Header Protects against
Strict-Transport-Security Forces HTTPS; prevents SSL stripping attacks
Content-Security-Policy XSS, data injection, inline script execution
X-Frame-Options Clickjacking — prevents your page being iframed
X-Content-Type-Options MIME type sniffing that can enable XSS
Referrer-Policy Referrer header leaking sensitive URL paths
Permissions-Policy Restricts access to camera, microphone, geolocation
Cross-Origin-Opener-Policy Spectre/side-channel attacks via shared browsing context

Frequently asked questions

Which HTTP headers matter most for security?

The most important: Strict-Transport-Security (HSTS) to enforce HTTPS; Content-Security-Policy (CSP) to prevent XSS; X-Frame-Options to prevent clickjacking; X-Content-Type-Options: nosniff to prevent MIME sniffing; Referrer-Policy to control referrer leakage; and Permissions-Policy to restrict browser features.

What is HSTS preloading?

HSTS tells browsers to always use HTTPS for your domain.
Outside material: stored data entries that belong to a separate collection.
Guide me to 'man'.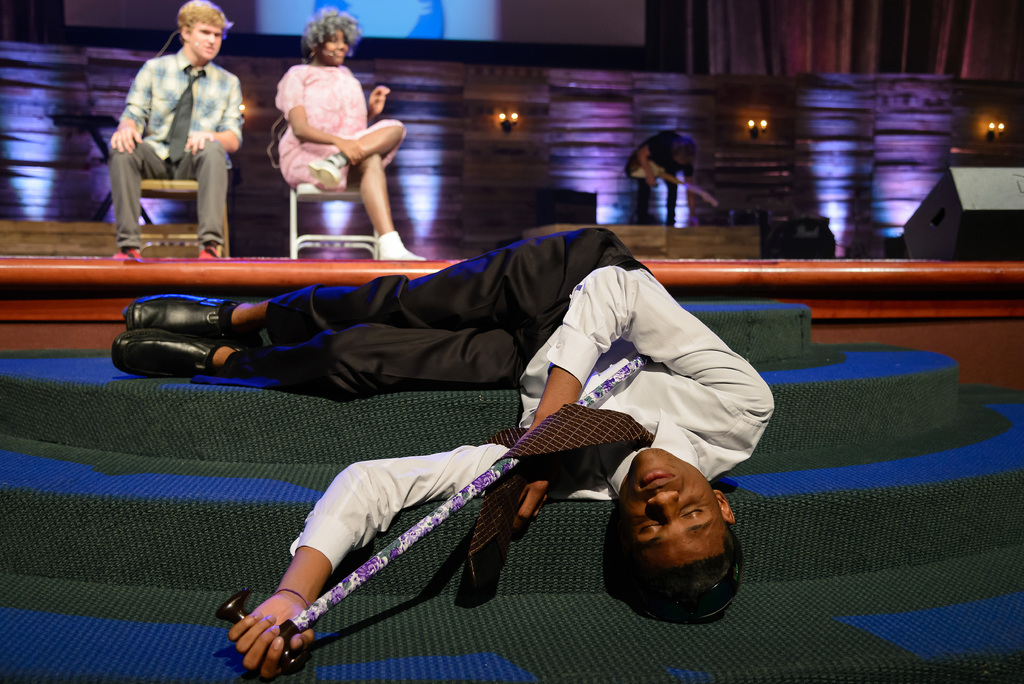
Guidance: x1=105, y1=227, x2=776, y2=680.
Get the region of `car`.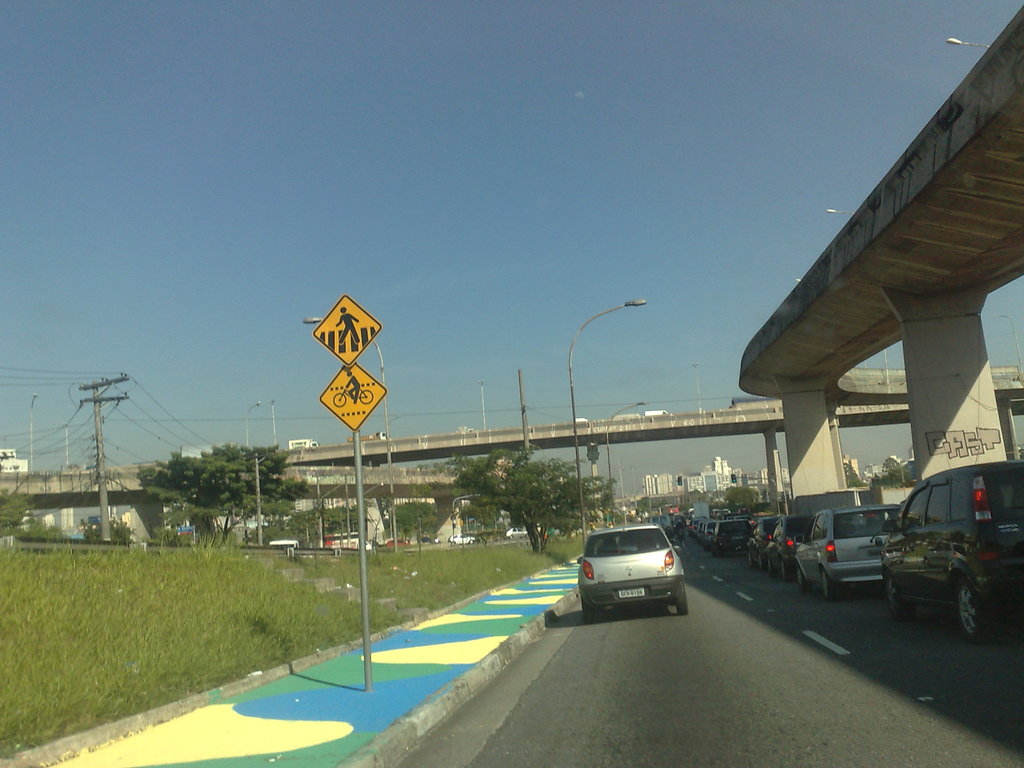
<box>505,526,529,540</box>.
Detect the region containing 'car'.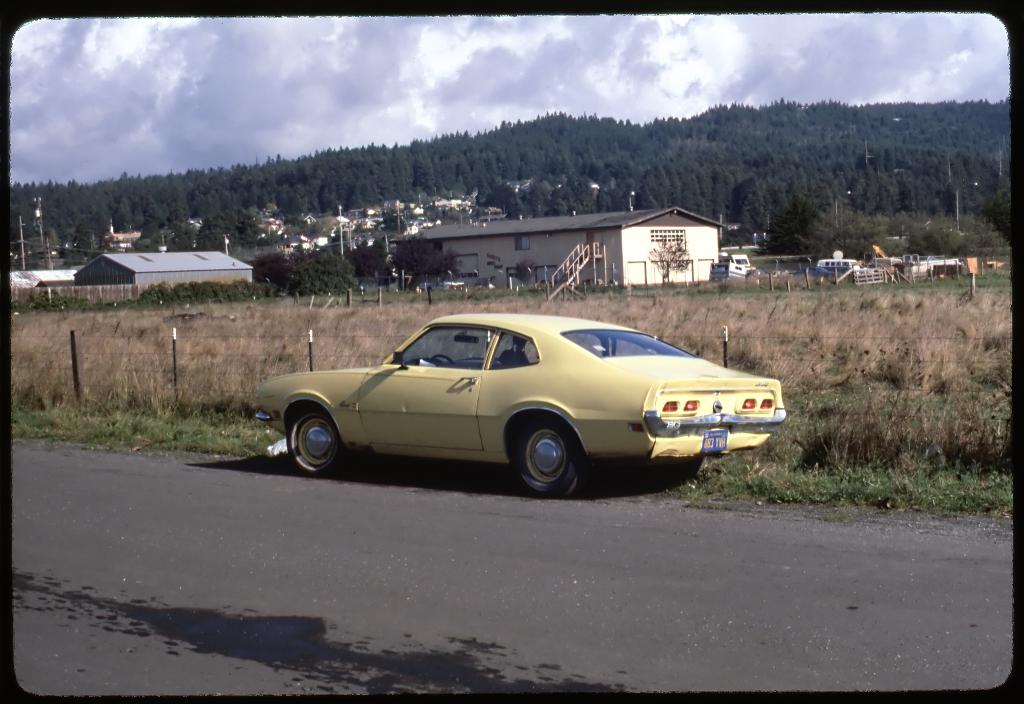
799/268/842/275.
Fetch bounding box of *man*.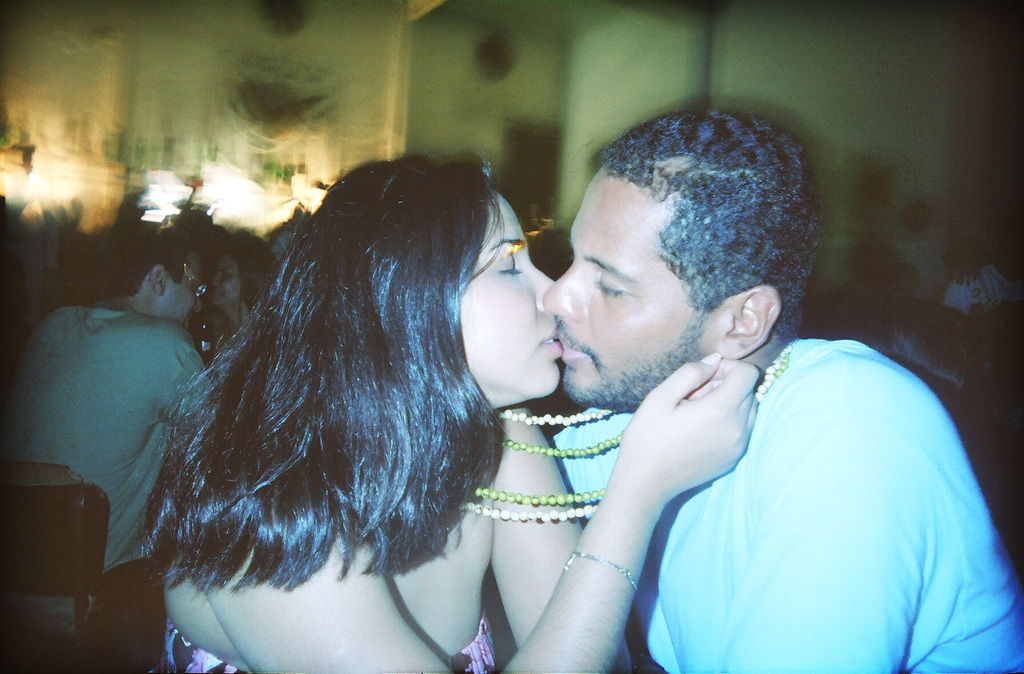
Bbox: 532,106,1017,673.
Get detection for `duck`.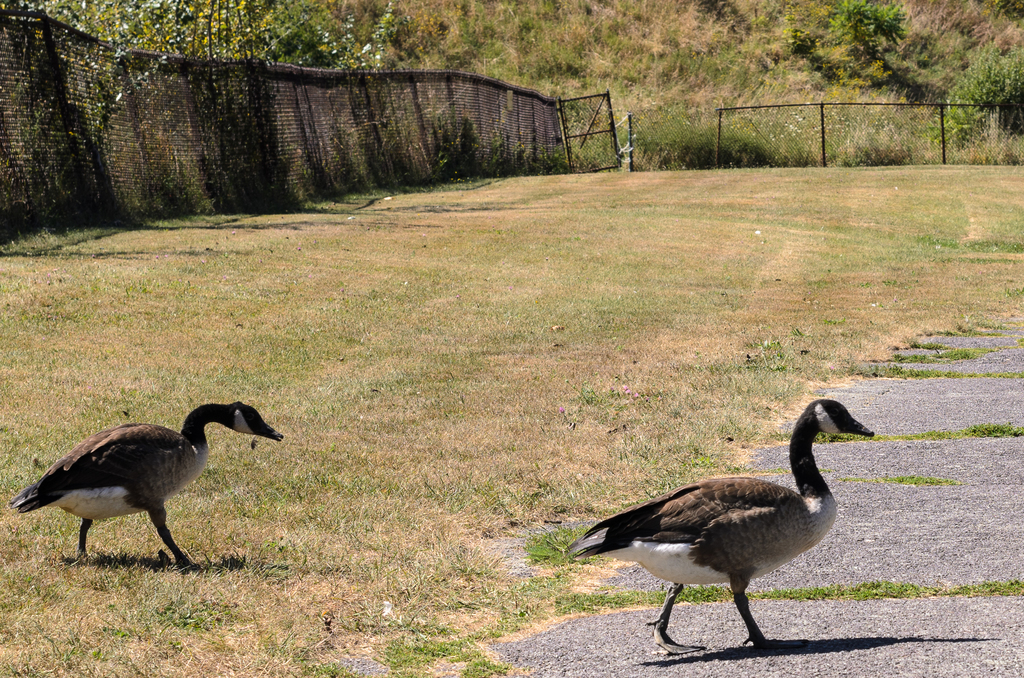
Detection: 559:385:893:654.
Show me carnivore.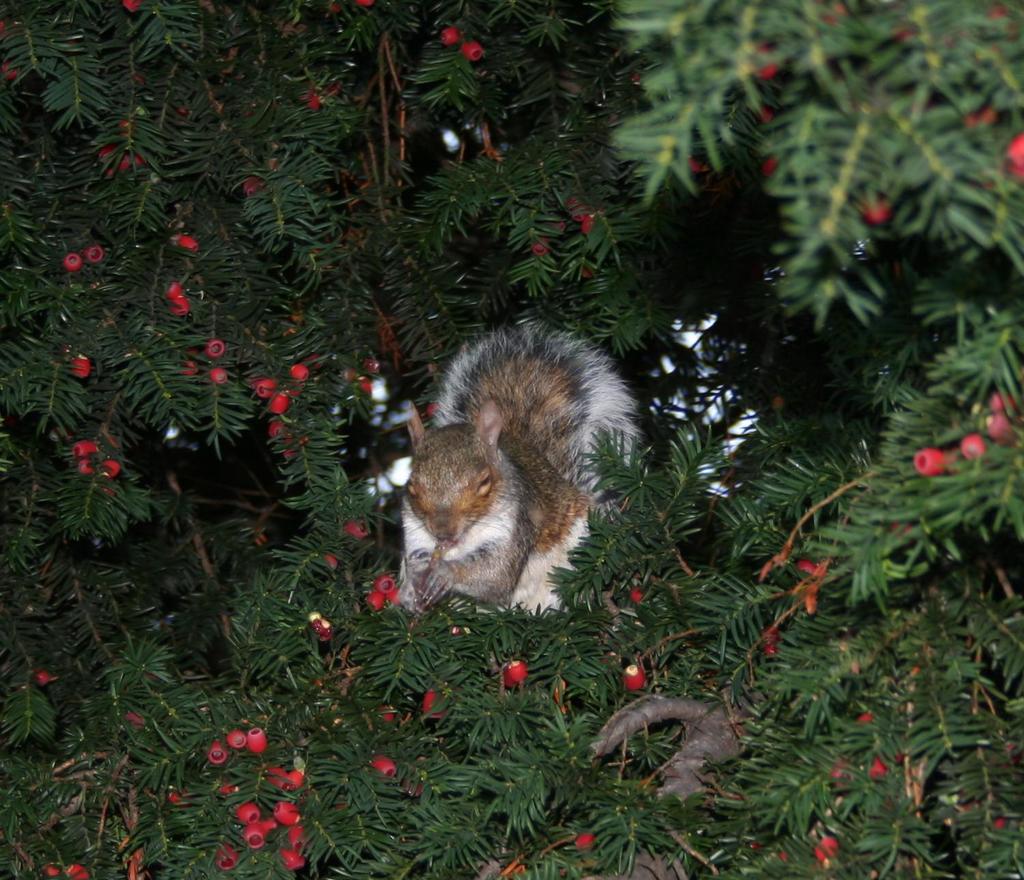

Preloading hardcodes your domain into browsers so they never make an HTTP request even on first visit. To qualify, serve HSTS with max-age >= 31536000, includeSubDomains, and the preload directive, then submit to the HSTS preload list.

What does Cache-Control: no-store mean?

Cache-Control: no-store means the response must not be stored anywhere — not in browser cache, not in proxy caches. It is the strongest cache-prevention directive, used for sensitive data. Compare to no-cache (can store but must revalidate) and private (can store in browser but not shared proxies).

What is content-type sniffing and how does X-Content-Type-Options prevent it?

MIME sniffing is when a browser ignores the declared Content-Type and guesses the file type. This can be exploited: an attacker uploads HTML disguised as a JPEG; the browser sniffs and renders it as HTML, enabling XSS. X-Content-Type-Options: nosniff tells the browser to trust only the declared Content-Type.